CommentsLA MATTERS--Water is our most precious resource — and, as the 2016 World Economic Forum Global Risks Report makes clear, water crises, failure of climate adaptation and loss of ecosystem services are major concerns to our global society. To take advantage of water’s benefits while minimizing its risks, city governments need to recreate a naturally-oriented water cycle while contributing to the amenity of the city by bringing water management and green infrastructure together – an idea known as Blue-Green Cities.
Luckily, this message is increasingly being heeded. To push the agenda forward among LA’s government officials, the general public, and design and building professionals, the U.S. Green Building Council’s Los Angeles chapter has made urban water resilience the theme of its upcoming conference. Resilience is, very basically, a practice that prepares communities to respond to and bounce back from both disasters and on-going stressors that create vulnerabilities in our communities.
Looking back
But to look forward, it’s important that we first look back. Urban water infrastructure has come a long way over the years. In the late 19th century, Sir Joseph Bazalgette led the construction of a city-scale sewer system for London — the world’s first. This came about in the wake of cholera outbreaks linked to unsanitary water wells. The phenomenal feat of retrofitting a city for improved public health became a global benchmark.
Another important example rests closer to home. Historically, the Los Angeles River was a beautiful and complex ecological system flowing through marshes, forests, swamps, and wetlands. Today, it’s a 51-mile engineered channel, gradually built in concrete between 1938 to 1960 as floodwater threatened the city.
New challenges
Both of these examples demonstrate humankind’s ingenuity in the face of major public health and safety issues. Of course, we’re in a new era today. With increased urbanization and climate change threatening our way of life, we need a paradigm shift in how we plan and engineer our cities for the future.
A recent report by the Natural Resources Defense Council notes that 4 billion people worldwide are affected by water scarcity every year. According to the journal Nature Climate Change, 13.1 million people living along the U.S. coast are threatened by sea level rise by the end of this century.
Demographic trends will only exaggerate these challenges: by 2050, eight out of every ten people will live in an urban area.
Blue-Green Cities
City governments are increasingly aware of these risks and are responding by implementing initiatives that support the transformation to Blue-Green Cities. But is this happening fast enough to keep future citizens safe? This is debatable.
What’s not debatable is that we can do more. Some outstanding examples demonstrate how cities can implement city-scale blue and green infrastructure to incorporate sustainability and increase resilience.
- After conducting research, rolling out demonstration projects, and involving multiple agencies, the New York City Department of Environmental Protection is investing $2.4 billion on new green infrastructure in the next 20 years.
- London’s new Olympic Park was designed to serve its city for far longer than the duration of the 2012 Summer Olympics. Today, it brings biodiversity back into the city and integrates climate change protection —the open space has helped to absorb floodwater nine times since its opening.
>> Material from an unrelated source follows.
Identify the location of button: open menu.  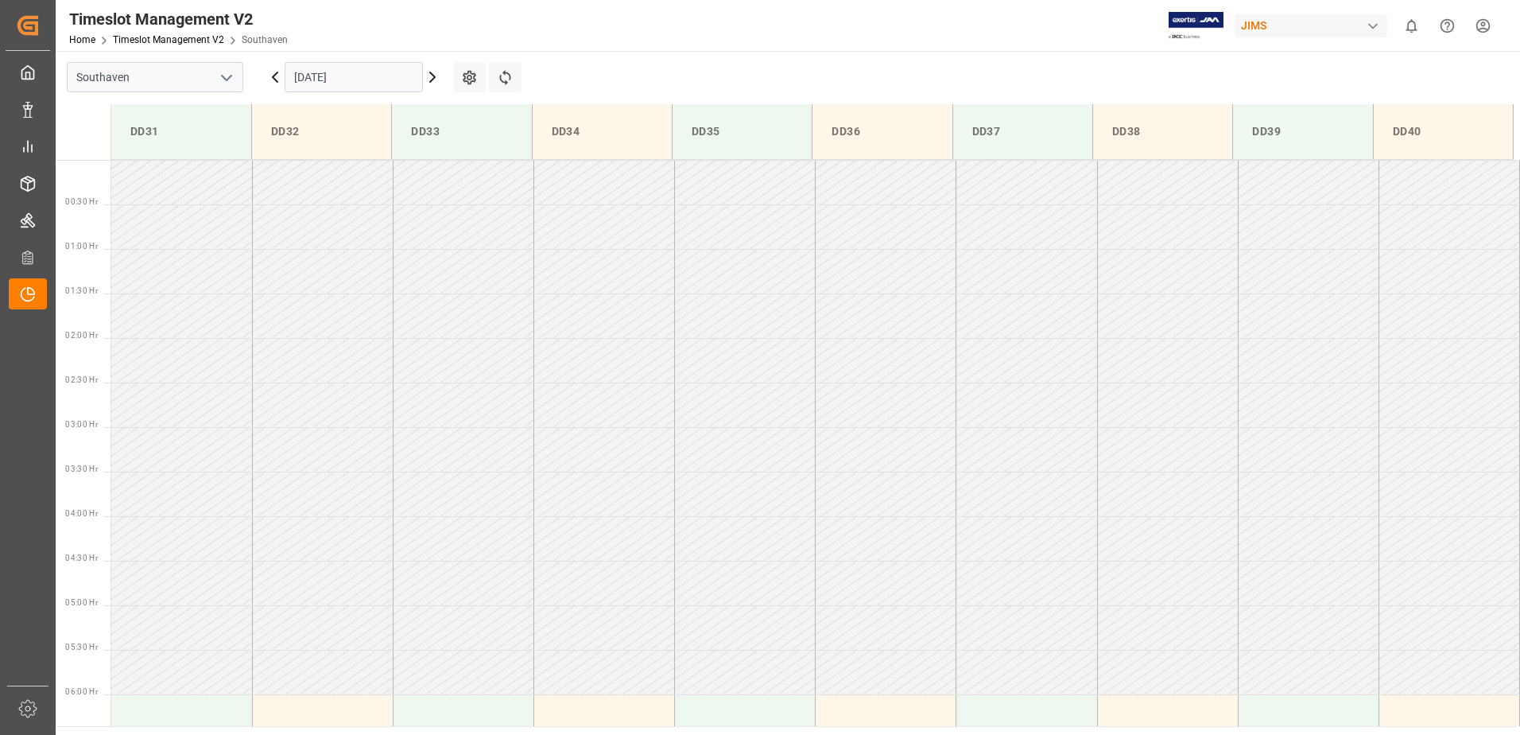
(226, 77).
- The Cheonggyecheon stream restoration project in the heart of Seoul removed an elevated highway to create a river through the city. The end result can accommodate a 200-year flood in addition to reducing air pollution by 35%, attracting 64,000 visitors per day, and increasing nearby property value by 30 to 50%.
A 21st-century urban river
And how about Los Angeles? The City of LA and many groups and companies across the region are in the throes of rethinking the city’s water infrastructure—from groundwater storage to parks. But the main artery of our city has rightfully drawn some of the strongest attention. Since 2007, the LA River Revitalization Master Plan has been driving significant and positive change. This plan provides an opportunity to harness community activism and create a step change that will allow the river to transform from a single-function piece of infrastructure to a multifaceted community asset. As is the case in other urban water initiatives, realizing this goal will require strong political leadership, careful planning, and creative engineering.
(Vincent Lee, PE, LEED AP, ENV SP is an Associate Principal in Arup with over 17 years of experience in sustainable site development, green infrastructure and integrated water resource management. His engineering background has enabled him to implement water-resilient cities and communities across the world.) Photo Credit: "Charles Aydlett". Photo is one of Arup's projects in NYC, called Hunter's Point South.